The alias automatically retrieves the IP address for the primary node using the mcsGetConfig command. The alias automatically retrieves the API key by reading /etc/columnstore/cmapi_server.conf.

mcsStart

These aliases use jq produces human-readable output from the returned JSON response.

This page is: Copyright © 2025 MariaDB. All rights reserved.

status

Checks the status of ColumnStore

See CMAPI for detail on REST API endpoint, required headers, and other available actions.

DETAILS

Upon successful status call CMAPI returns JSON payload containing detailed information on MariaDB Enterprise Cluster status.

Call made via HTTPS GET, with authentication via shared secret using the x-api-key header.

Bash alias mcsStatus is available starting with Enterprise ColumnStore 5.5.2.

EXAMPLES

Executing cURL Manually

CMAPI calls can be made from the command-line using cURL.

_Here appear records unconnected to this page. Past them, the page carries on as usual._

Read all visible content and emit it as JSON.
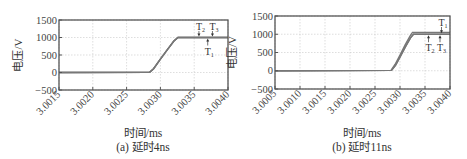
{
  "chart_data": [
    {
      "type": "line",
      "panel": "a",
      "caption": "(a) 延时4ns",
      "xlabel": "时间/ms",
      "ylabel": "电压/V",
      "xlim": [
        3.0015,
        3.004
      ],
      "ylim": [
        -500,
        1500
      ],
      "xticks": [
        "3.0015",
        "3.0020",
        "3.0025",
        "3.0030",
        "3.0035",
        "3.0040"
      ],
      "yticks": [
        "1500",
        "1000",
        "500",
        "0",
        "-500"
      ],
      "grid": true,
      "series": [
        {
          "name": "T1",
          "x": [
            3.0015,
            3.00284,
            3.0029,
            3.003,
            3.0031,
            3.0032,
            3.00326,
            3.004
          ],
          "y": [
            0,
            10,
            110,
            380,
            650,
            900,
            1000,
            1000
          ]
        },
        {
          "name": "T2",
          "x": [
            3.0015,
            3.00284,
            3.0029,
            3.003,
            3.0031,
            3.0032,
            3.00326,
            3.004
          ],
          "y": [
            0,
            10,
            110,
            380,
            650,
            900,
            1000,
            1000
          ]
        },
        {
          "name": "T3",
          "x": [
            3.0015,
            3.00284,
            3.0029,
            3.003,
            3.0031,
            3.0032,
            3.00326,
            3.004
          ],
          "y": [
            0,
            10,
            110,
            380,
            650,
            900,
            1000,
            1000
          ]
        }
      ],
      "annotations": [
        {
          "label": "T2",
          "base": "T",
          "sub": "2",
          "x": 3.00357,
          "arrow": "down"
        },
        {
          "label": "T3",
          "base": "T",
          "sub": "3",
          "x": 3.00377,
          "arrow": "down"
        },
        {
          "label": "T1",
          "base": "T",
          "sub": "1",
          "x": 3.0037,
          "arrow": "up"
        }
      ]
    },
    {
      "type": "line",
      "panel": "b",
      "caption": "(b) 延时11ns",
      "xlabel": "时间/ms",
      "ylabel": "电压/V",
      "xlim": [
        3.0005,
        3.004
      ],
      "ylim": [
        -500,
        1500
      ],
      "xticks": [
        "3.0005",
        "3.0010",
        "3.0015",
        "3.0020",
        "3.0025",
        "3.0030",
        "3.0035",
        "3.0040"
      ],
      "yticks": [
        "1500",
        "1000",
        "500",
        "0",
        "-500"
      ],
      "grid": true,
      "series": [
        {
          "name": "T1",
          "x": [
            3.0005,
            3.00282,
            3.0029,
            3.003,
            3.0031,
            3.0032,
            3.00325,
            3.004
          ],
          "y": [
            0,
            10,
            170,
            430,
            700,
            950,
            1050,
            1050
          ]
        },
        {
          "name": "T2",
          "x": [
            3.0005,
            3.00283,
            3.00291,
            3.00301,
            3.00311,
            3.00321,
            3.00327,
            3.004
          ],
          "y": [
            0,
            10,
            150,
            400,
            660,
            900,
            1000,
            1000
          ]
        },
        {
          "name": "T3",
          "x": [
            3.0005,
            3.00283,
            3.00291,
            3.00301,
            3.00311,
            3.00321,
            3.00327,
            3.004
          ],
          "y": [
            0,
            10,
            150,
            400,
            660,
            900,
            1000,
            1000
          ]
        }
      ],
      "annotations": [
        {
          "label": "T1",
          "base": "T",
          "sub": "1",
          "x": 3.00383,
          "arrow": "down"
        },
        {
          "label": "T2",
          "base": "T",
          "sub": "2",
          "x": 3.00357,
          "arrow": "up"
        },
        {
          "label": "T3",
          "base": "T",
          "sub": "3",
          "x": 3.0038,
          "arrow": "up"
        }
      ]
    }
  ],
  "panels": {
    "a": {
      "xlabel": "时间/ms",
      "ylabel": "电压/V",
      "caption": "(a) 延时4ns"
    },
    "b": {
      "xlabel": "时间/ms",
      "ylabel": "电压/V",
      "caption": "(b) 延时11ns"
    }
  },
  "colors": {
    "frame": "#555555",
    "grid": "#c8c8c8",
    "line": "#777777",
    "text": "#333333"
  }
}
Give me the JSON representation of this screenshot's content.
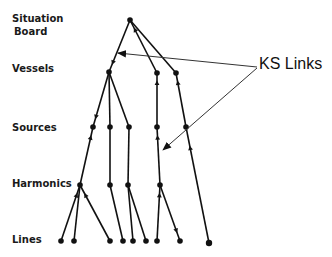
{
  "levels": {
    "situation_board_line1": "Situation",
    "situation_board_line2": "Board",
    "vessels": "Vessels",
    "sources": "Sources",
    "harmonics": "Harmonics",
    "lines": "Lines"
  },
  "annotation": {
    "ks_links": "KS Links"
  },
  "tree": {
    "nodes": [
      {
        "id": "sb",
        "level": "Situation Board"
      },
      {
        "id": "v1",
        "level": "Vessels"
      },
      {
        "id": "v2",
        "level": "Vessels"
      },
      {
        "id": "v3",
        "level": "Vessels"
      },
      {
        "id": "s1",
        "level": "Sources"
      },
      {
        "id": "s2",
        "level": "Sources"
      },
      {
        "id": "s3",
        "level": "Sources"
      },
      {
        "id": "s4",
        "level": "Sources"
      },
      {
        "id": "s5",
        "level": "Sources"
      },
      {
        "id": "h1",
        "level": "Harmonics"
      },
      {
        "id": "h2",
        "level": "Harmonics"
      },
      {
        "id": "h3",
        "level": "Harmonics"
      },
      {
        "id": "h4",
        "level": "Harmonics"
      },
      {
        "id": "l1",
        "level": "Lines"
      },
      {
        "id": "l2",
        "level": "Lines"
      },
      {
        "id": "l3",
        "level": "Lines"
      },
      {
        "id": "l4",
        "level": "Lines"
      },
      {
        "id": "l5",
        "level": "Lines"
      },
      {
        "id": "l6",
        "level": "Lines"
      },
      {
        "id": "l7",
        "level": "Lines"
      },
      {
        "id": "l8",
        "level": "Lines"
      },
      {
        "id": "l9",
        "level": "Lines"
      }
    ],
    "edges": [
      {
        "from": "sb",
        "to": "v1",
        "arrow": "down"
      },
      {
        "from": "sb",
        "to": "v2",
        "arrow": "up"
      },
      {
        "from": "sb",
        "to": "v3",
        "arrow": "none"
      },
      {
        "from": "v1",
        "to": "s1",
        "arrow": "down"
      },
      {
        "from": "v1",
        "to": "s2",
        "arrow": "none"
      },
      {
        "from": "v1",
        "to": "s3",
        "arrow": "none"
      },
      {
        "from": "v2",
        "to": "s4",
        "arrow": "up"
      },
      {
        "from": "v3",
        "to": "s5",
        "arrow": "up"
      },
      {
        "from": "s1",
        "to": "h1",
        "arrow": "up"
      },
      {
        "from": "s2",
        "to": "h2",
        "arrow": "none"
      },
      {
        "from": "s3",
        "to": "h3",
        "arrow": "none"
      },
      {
        "from": "s4",
        "to": "h4",
        "arrow": "up"
      },
      {
        "from": "s5",
        "to": "l9",
        "arrow": "up"
      },
      {
        "from": "h1",
        "to": "l1",
        "arrow": "up"
      },
      {
        "from": "h1",
        "to": "l2",
        "arrow": "none"
      },
      {
        "from": "h1",
        "to": "l3",
        "arrow": "up"
      },
      {
        "from": "h2",
        "to": "l4",
        "arrow": "none"
      },
      {
        "from": "h3",
        "to": "l5",
        "arrow": "none"
      },
      {
        "from": "h3",
        "to": "l6",
        "arrow": "none"
      },
      {
        "from": "h4",
        "to": "l7",
        "arrow": "up"
      },
      {
        "from": "h4",
        "to": "l8",
        "arrow": "down"
      }
    ]
  }
}
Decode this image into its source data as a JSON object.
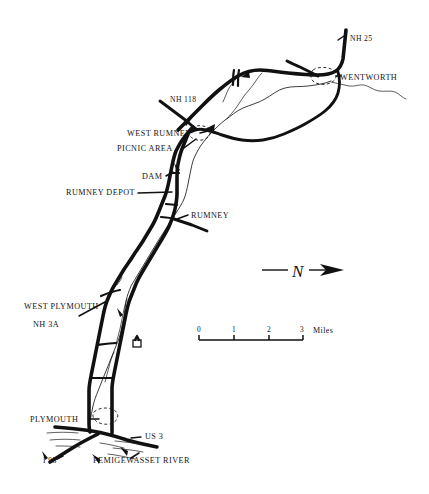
{
  "map": {
    "title": "Baker River Valley Map",
    "background_color": "#ffffff",
    "ink_color": "#111111",
    "labels": {
      "nh_25": "NH 25",
      "wentworth": "WENTWORTH",
      "nh_118": "NH 118",
      "west_rumney": "WEST RUMNEY",
      "picnic_area": "PICNIC AREA",
      "dam": "DAM",
      "rumney_depot": "RUMNEY DEPOT",
      "rumney": "RUMNEY",
      "west_plymouth": "WEST PLYMOUTH",
      "nh_3a": "NH 3A",
      "plymouth": "PLYMOUTH",
      "us_3": "US 3",
      "i_93": "I 93",
      "pemigewasset_river": "PEMIGEWASSET RIVER"
    },
    "compass": {
      "direction": "N",
      "orientation": "points-right-east"
    },
    "scale_bar": {
      "unit": "Miles",
      "ticks": [
        "0",
        "1",
        "2",
        "3"
      ]
    }
  }
}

Replace the CMAPI_API_KEY and sample data in the following example:

curl -k -s https://mcs1:8640/cmapi/0.4.0/cluster/status \
   --header 'Content-Type:application/json' \
   --header 'x-api-key:<CMAPI_API_KEY>' \
   | jq .

In this example, jq produces human-readable output from the returned JSON response:

{
  "timestamp": "2020-12-15 00:40:34.353574",
  "192.0.2.1": {
    "timestamp": "2020-12-15 00:40:34.362374",
    "uptime": 11467,
    "dbrm_mode": "master",
    "cluster_mode": "readwrite",
    "dbroots": [
      "1"
    ],
    "module_id": 1,
    "services": [
      {
        "name": "workernode",
        "pid": 19202
      },
      {
        "name": "controllernode",
        "pid": 19232
      },
      {
        "name": "PrimProc",
        "pid": 19254
      },
      {
        "name": "ExeMgr",
        "pid": 19292
      },
      {
        "name": "WriteEngine",
        "pid": 19316
      },
      {
        "name": "DMLProc",
        "pid": 19332
      },
      {
        "name": "DDLProc",
        "pid": 19366
      }
    ]
  },
  "192.0.2.2": {
    "timestamp": "2020-12-15 00:40:34.428554",
    "uptime": 11437,
    "dbrm_mode": "slave",
    "cluster_mode": "readonly",
    "dbroots": [
      "2"
    ],
    "module_id": 2,
    "services": [
      {
        "name": "workernode",
        "pid": 17789
      },
      {
        "name": "PrimProc",
        "pid": 17813
      },
      {
        "name": "ExeMgr",
        "pid": 17854
      },
      {
        "name": "WriteEngine",
        "pid": 17877
      }
    ]
  },
  "192.0.2.3": {
    "timestamp": "2020-12-15 00:40:34.428554",
    "uptime": 11437,
    "dbrm_mode": "slave",
    "cluster_mode": "readonly",
    "dbroots": [
      "2"
    ],
    "module_id": 2,
    "services": [
      {
        "name": "workernode",
        "pid": 17789
      },
      {
        "name": "PrimProc",
        "pid": 17813
      },
      {
        "name": "ExeMgr",
        "pid": 17854
      },
      {
        "name": "WriteEngine",
        "pid": 17877
      }
    ]
  },
  "num_nodes": 3
}

Executing the Bash Alias

Starting with Enterprise ColumnStore 5.5.2, if your bash shell is configured to source the columnstoreAlias shell script, this command can be executed using the mcsStatus alias. The alias executes curl and jq, so both programs must be installed on the system.

The alias automatically retrieves the IP address for the primary node using the mcsGetConfig command. The alias automatically retrieves the API key by reading /etc/columnstore/cmapi_server.conf.

mcsStatus

In this example, jq produces human-readable output from the returned JSON response.